One man there was, a vain and wretched man,
Who saw, desired, despair'd, and hated her.
His sensual eye had gloated on her cheek
Even till the flush of angry modesty
Gave it new charms, and made him gloat the more.
She loath'd the man, for Hamuel's eye was bold,
And the strong workings of brute selfishness
Had moulded his broad features; and she fear'd
The bitterness of wounded vanity
That with a fiendish hue would overcast
His faint and lying smile. Nor vain her fear,
For Hamuel vowed revenge and laid a plot
Against her virgin fame. He spread abroad
Whispers that travel fast, and ill reports
Which soon obtain belief; how Zillah's eye
When in the temple heaven-ward it was rais'd
Did swim with rapturous zeal, but there were those
Who had beheld the enthusiast's melting glance
With other feelings filled;—that 'twas a task
Of easy sort to play the saint by day
Before the public eye, but that all eyes
Were closed at night;—that Zillah's life was foul,
Yea, forfeit to the law.
Shame—shame to man
That he should trust so easily the tongue
Which stabs another's fame! the ill report
Was heard, repeated, and believed,—and soon,
For Hamuel by his damned artifice
Produced such semblances of guilt, the maid
Was judged to shameful death.
Without the walls
There was a barren field; a place abhorr'd,
For it was there where wretched criminals
Received their death; and there they built the stake,
And piled the fuel round, which should consume
The accused maid, abandon'd, as it seem'd,
By God and man.

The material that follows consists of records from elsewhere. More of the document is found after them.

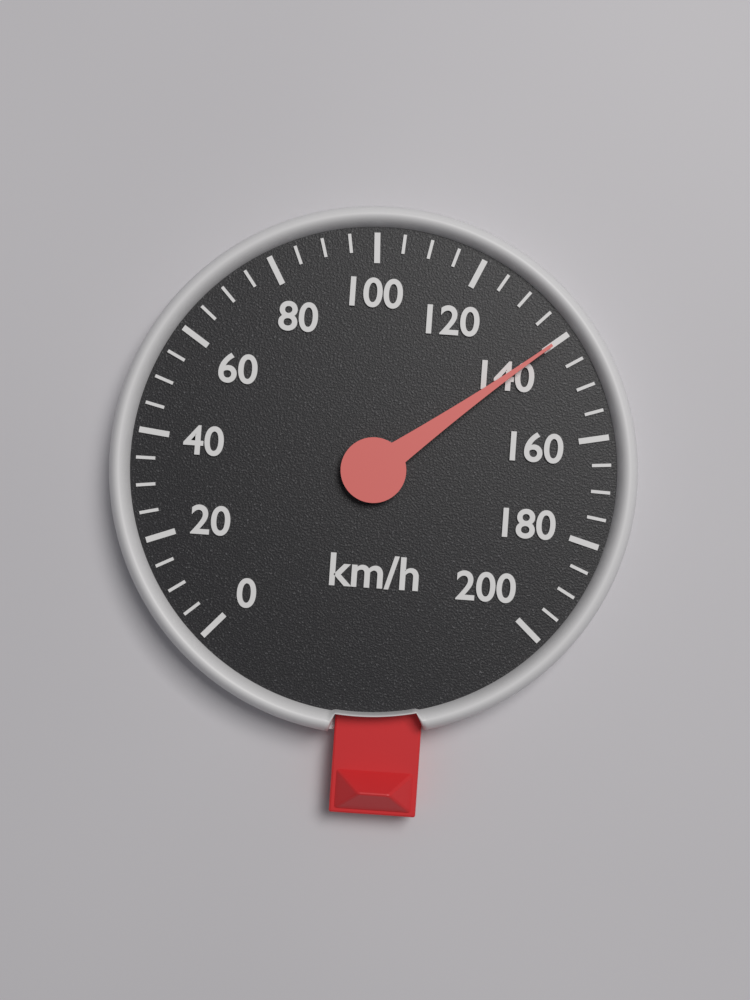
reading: 140 km/h
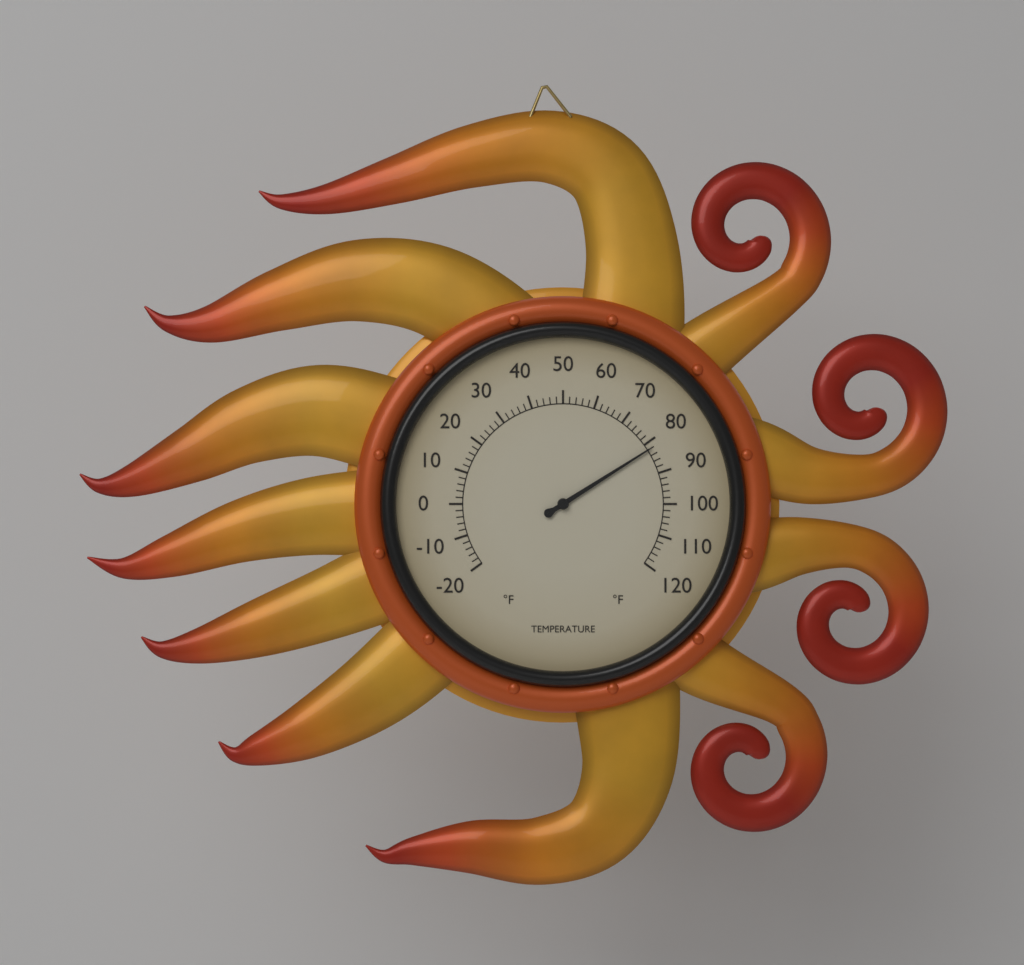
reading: 82 °F
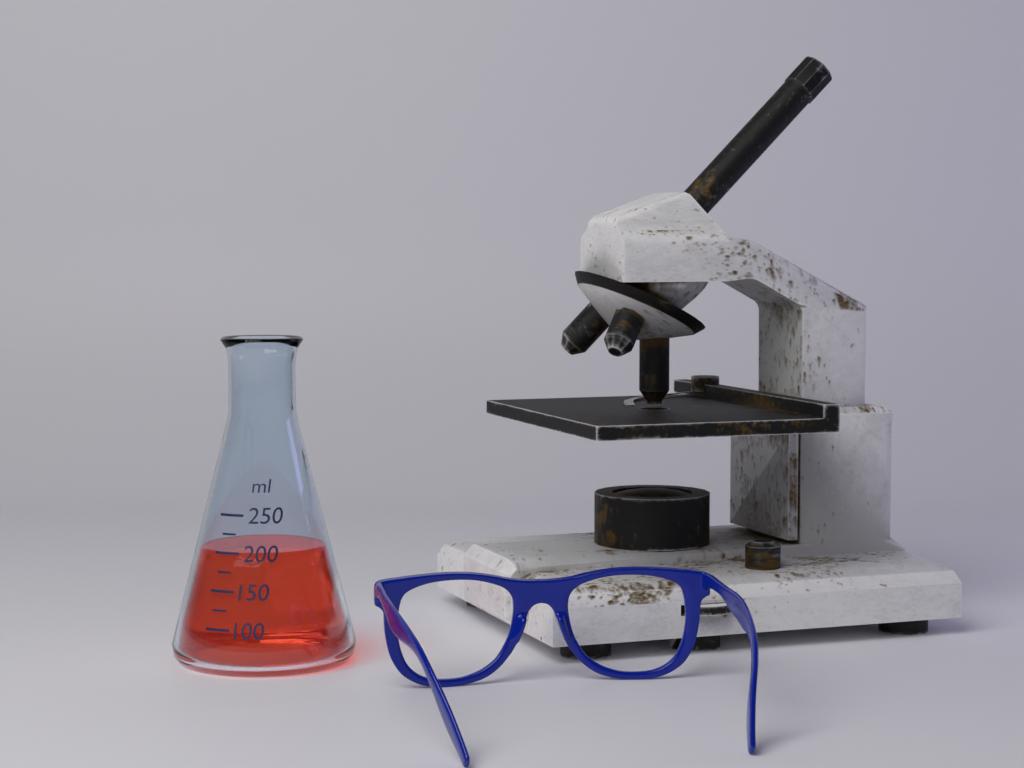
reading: 200 ml
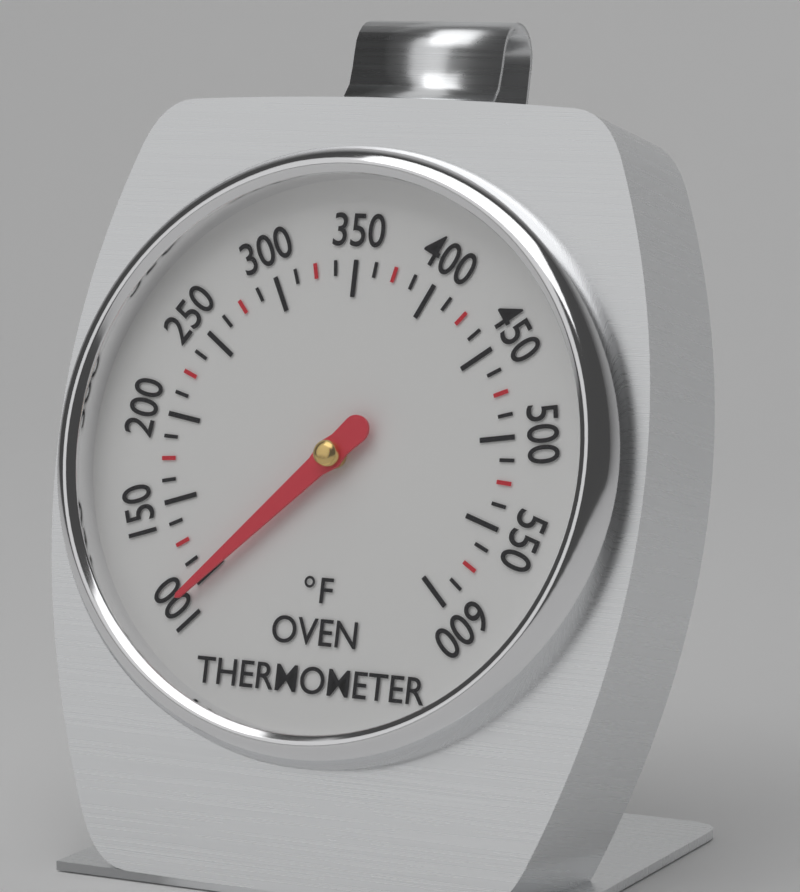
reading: 100.0 °F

The assembled Bethlemites
Beheld the scene, and when they saw the maid
Bound to the stake, with what calm holiness
She lifted up her patient looks to heaven,
They doubted of her guilt. With other thoughts
Stood Hamuel near the pile; him savage joy
Led thitherward, but now within his heart
Unwonted feelings stirr'd, and the first pangs
Of wakening guilt, anticipating hell.
The eye of Zillah as it glanced around
Fell on the murderer once, but not in wrath;
And therefore like a dagger it had fallen,
Had struck into his soul a cureless wound.

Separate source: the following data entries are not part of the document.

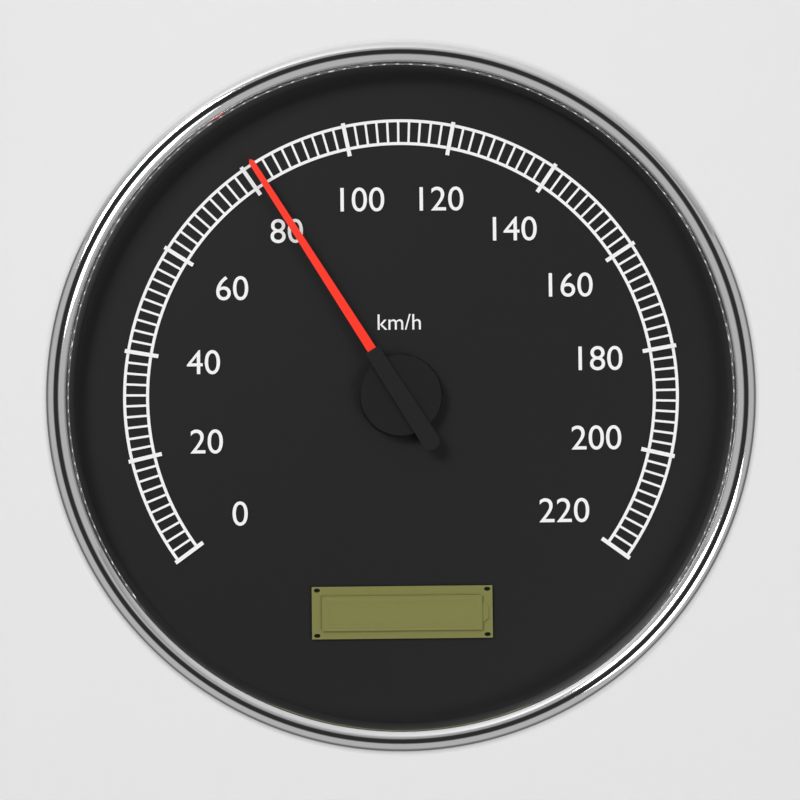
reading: 82 km/h
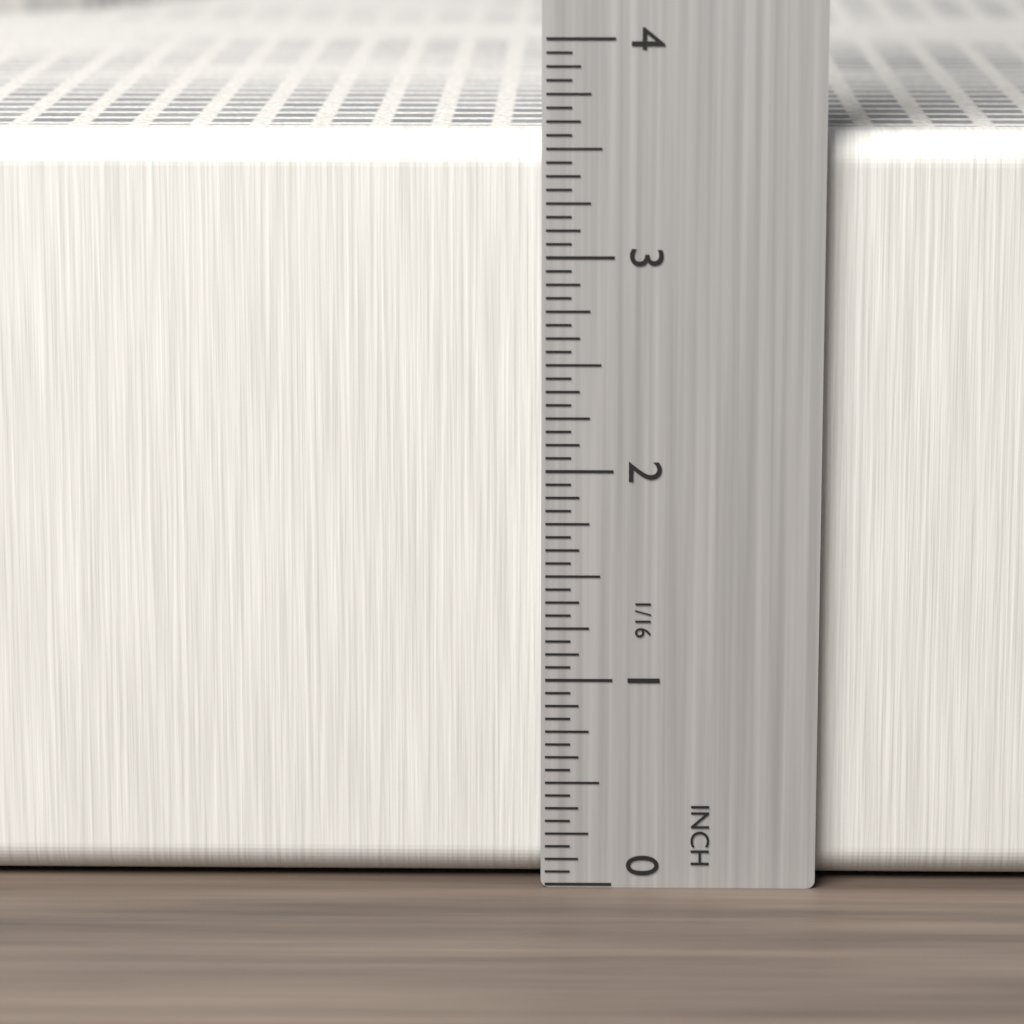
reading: 3.5625 in
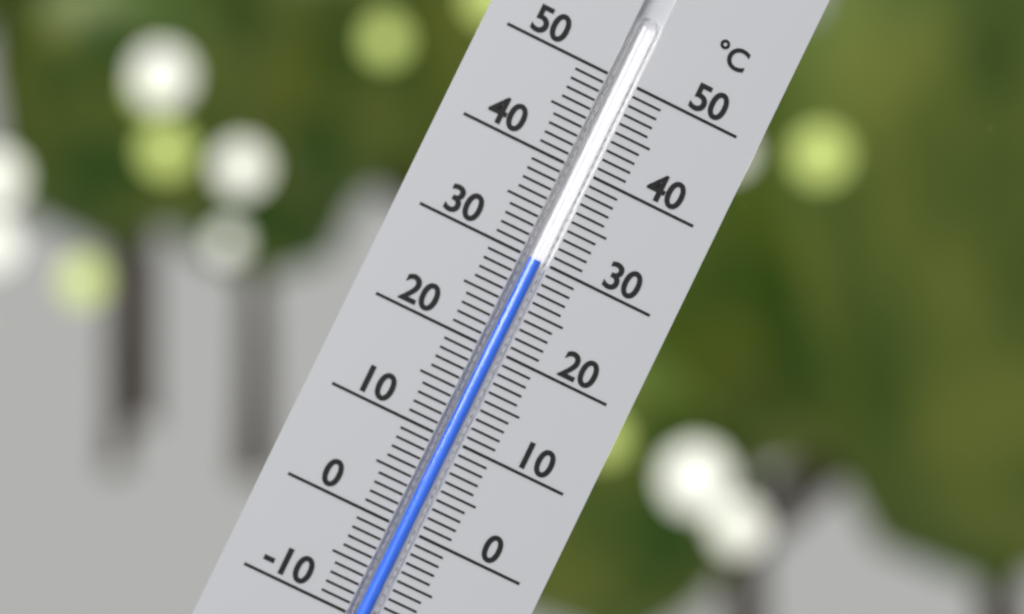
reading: 30 °C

Conscience! thou God within us! not in the hour
Of triumph, dost thou spare the guilty wretch,
Not in the hour of infamy and death
Forsake the virtuous! they draw near the stake,—
And lo! the torch!—hold hold your erring hands!
Yet quench the rising flames!—they rise! they spread!
They reach the suffering maid! Oh God protect
The innocent one!
They rose, they spread, they raged;—
The breath of God went forth; the ascending fire
Beneath its influence bent, and all its flames
In one long lightning flash concentrating,
Darted and blasted Hamuel,—him alone.
Hark!—what a fearful scream the multitude
Pour forth!—and yet more miracles! the stake
Buds out, and spreads its light green leaves, and bowers
The innocent maid, and roses bloom around,
Now first beheld since Paradise was lost,
And fill with Eden odours all the air.